How to Throw the Perfect Wine-Tasting Party

We’ve entered the season of celebrations and warm gatherings, a time to bring together friends and family members to get caught up or just to reinforce our affection. Wine is a great elixir for creating and reinforcing those connections. And with wine stores entering the holiday mode, this is a good time for bargains.

So it’s time to have a wine-tasting party!

Need a reason? This Friday, October 24, is United Nations Day. Ask your guests to bring a wine from an unexpected country, someplace other than the usual-suspect wine-producing nations like Australia, Chile, France, Germany, Italy, Spain, the U.S. and New Zealand, to name a few.

Just last week, John and I had a Cabernet Sauvignon-based wine from Morocco, the only Moroccan wine on the list at Barbès, a sweet and welcoming restaurant in Manhattan that specializes in Moroccan food. The wine’s earthy, red-berry flavors and subtle tannins made for a soulful pairing with John’s tagine de poulet with preserved lemons and green olives and my tagine de d’agneau with sesame seeds and prunes, with a side of couscous. The week before, we’d had a white from Slovenia that had hints of passion fruit, honey and hazelnuts. We’d had wines from Slovenia and Morocco before, but it had been a while, so these were fun reminders of how special they can be.

For people who think they need a specific educational component to wine tasting other than what their palates tell them, you can ask your guests to come prepared with one fun fact about their wine’s country of origin.

If United Nation’s Day doesn’t do it for you, the next Friday is Halloween. For this, guests could bring wines with scary labels or names that conjure frightening images like Egri Bikavér, or Bull’s Blood, a Hungarian wine we drank a lot of in our youths. Or you could go with a Trick and Treat theme and ask each guest to bring a bottle to open and another to put in a box. As they enter, each guest could write their name and the wine’s name on a folded piece of paper that then goes into a basket. As guests leave, they can retrieve a slip of paper from the basket and take the listed wine home. (This way, you won’t have guests looking through the box for a specific wine, as you know some would.)

If you’ve never thrown a wine-tasting party before, here’s how:

First, decide on a theme like those above and asks guests to bring a wine that fits it, taking care to put their name on their bottle. That way, others can talk to them about their genius contribution to the party.

If it’s a blind tasting, and those are a lot of fun, decide on a type of wine and price point, say Zinfandels under $30. Guests should bring wines for blind tastings in brown paper bags that obscure the label. If the type of wine is white, it should be chilled, ready to drink.

As host, you provide your own bagged bottle, glasses, food and bottled water. My mom loved giving us trinkets that fit on the stems of glasses so people could identify theirs. If you don’t have those, just have a few extra glasses handy for those who lose theirs. If this is a fancy, sit-down tasting, of course, you’d want a separate glass for each wine, but I’m for easy entertaining so I’d go with one glass each.

When guests arrive, pour them a little of your bagged wine (No. 1) and take their bagged bottles, number them and open them, disposing of the corks before anyone can read them. Put the numbered bagged bottles on a table and invite guests to pour the other wines for themselves, in whatever order they wish. Remind them that this is a tasting -- a little pour will do it. (Otherwise, each successive wine is bound to taste better!) Place spit buckets (vases, pitchers, etc.) around so that people can spit or pour out what they don’t want to drink.

Make sure you have substantial food—small sandwiches, quiches, heavy finger foods—and plenty of bottles of still or fizzy water. People should be well-hydrated when drinking wine so you’ll want to be something of a nudge about that. They’ll thank you for it the next day.

At this point, we prefer to let the evening take its course. People don’t have to talk about the wines, but after tasting a few, they will. Folks who are certain they can’t tell one wine from another will say they like number three more than number five, for instance.

Before it gets too late, ask if everyone has tried all of the wines. If the answer is yes, ask for a show of hands which they liked best. (The clear favorite, though, will be the bottle with the least amount of wine in it.) Then tear off the bags and enjoy the outbursts of discovery and the re-tasting of the lineup that follows.

We started hosting these long before the invention of cellphones and provided cards for people to jot down the names of wines they liked. Today, they can merely snap a picture with their phones.

Lastly, have a way for your guests to get home safely. They’ll want to do this again real soon.

Dorothy J. Gaiter conceived and wrote The Wall Street Journal's wine column, "Tastings," from 1998 to 2010 with her husband, John Brecher. She has been tasting and studying wine since 1973. She has had a distinguished career in journalism as a reporter, editor, columnist, and editorial writer at The Miami Herald and The New York Times, as well as at The Journal.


#### Task details
Reproduce every entry exactly as written.

[[ Extracted entries open ]]

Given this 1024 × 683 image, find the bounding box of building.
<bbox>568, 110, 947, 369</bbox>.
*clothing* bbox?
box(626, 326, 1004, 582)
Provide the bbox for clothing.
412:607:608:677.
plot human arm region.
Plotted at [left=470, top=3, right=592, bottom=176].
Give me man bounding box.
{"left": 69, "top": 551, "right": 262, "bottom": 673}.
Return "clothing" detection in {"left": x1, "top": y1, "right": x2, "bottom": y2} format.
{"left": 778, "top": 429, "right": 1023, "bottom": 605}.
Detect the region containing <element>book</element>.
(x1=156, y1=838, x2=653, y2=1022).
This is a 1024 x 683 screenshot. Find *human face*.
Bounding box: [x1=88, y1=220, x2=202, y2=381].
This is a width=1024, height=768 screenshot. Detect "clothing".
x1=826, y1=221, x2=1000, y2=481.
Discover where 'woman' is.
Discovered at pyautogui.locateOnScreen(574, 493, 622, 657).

[[ Extracted entries closed ]]

#### Written reply
Given this 1024 × 683 image, find the bounding box of building.
<bbox>568, 110, 947, 369</bbox>.
*clothing* bbox?
box(626, 326, 1004, 582)
Provide the bbox for clothing.
412:607:608:677.
plot human arm region.
Plotted at [left=470, top=3, right=592, bottom=176].
Give me man bounding box.
{"left": 69, "top": 551, "right": 262, "bottom": 673}.
Return "clothing" detection in {"left": x1, "top": y1, "right": x2, "bottom": y2} format.
{"left": 778, "top": 429, "right": 1023, "bottom": 605}.
Detect the region containing <element>book</element>.
(x1=156, y1=838, x2=653, y2=1022).
This is a 1024 x 683 screenshot. Find *human face*.
Bounding box: [x1=88, y1=220, x2=202, y2=381].
This is a width=1024, height=768 screenshot. Detect "clothing".
x1=826, y1=221, x2=1000, y2=481.
Discover where 'woman' is.
Discovered at pyautogui.locateOnScreen(574, 493, 622, 657).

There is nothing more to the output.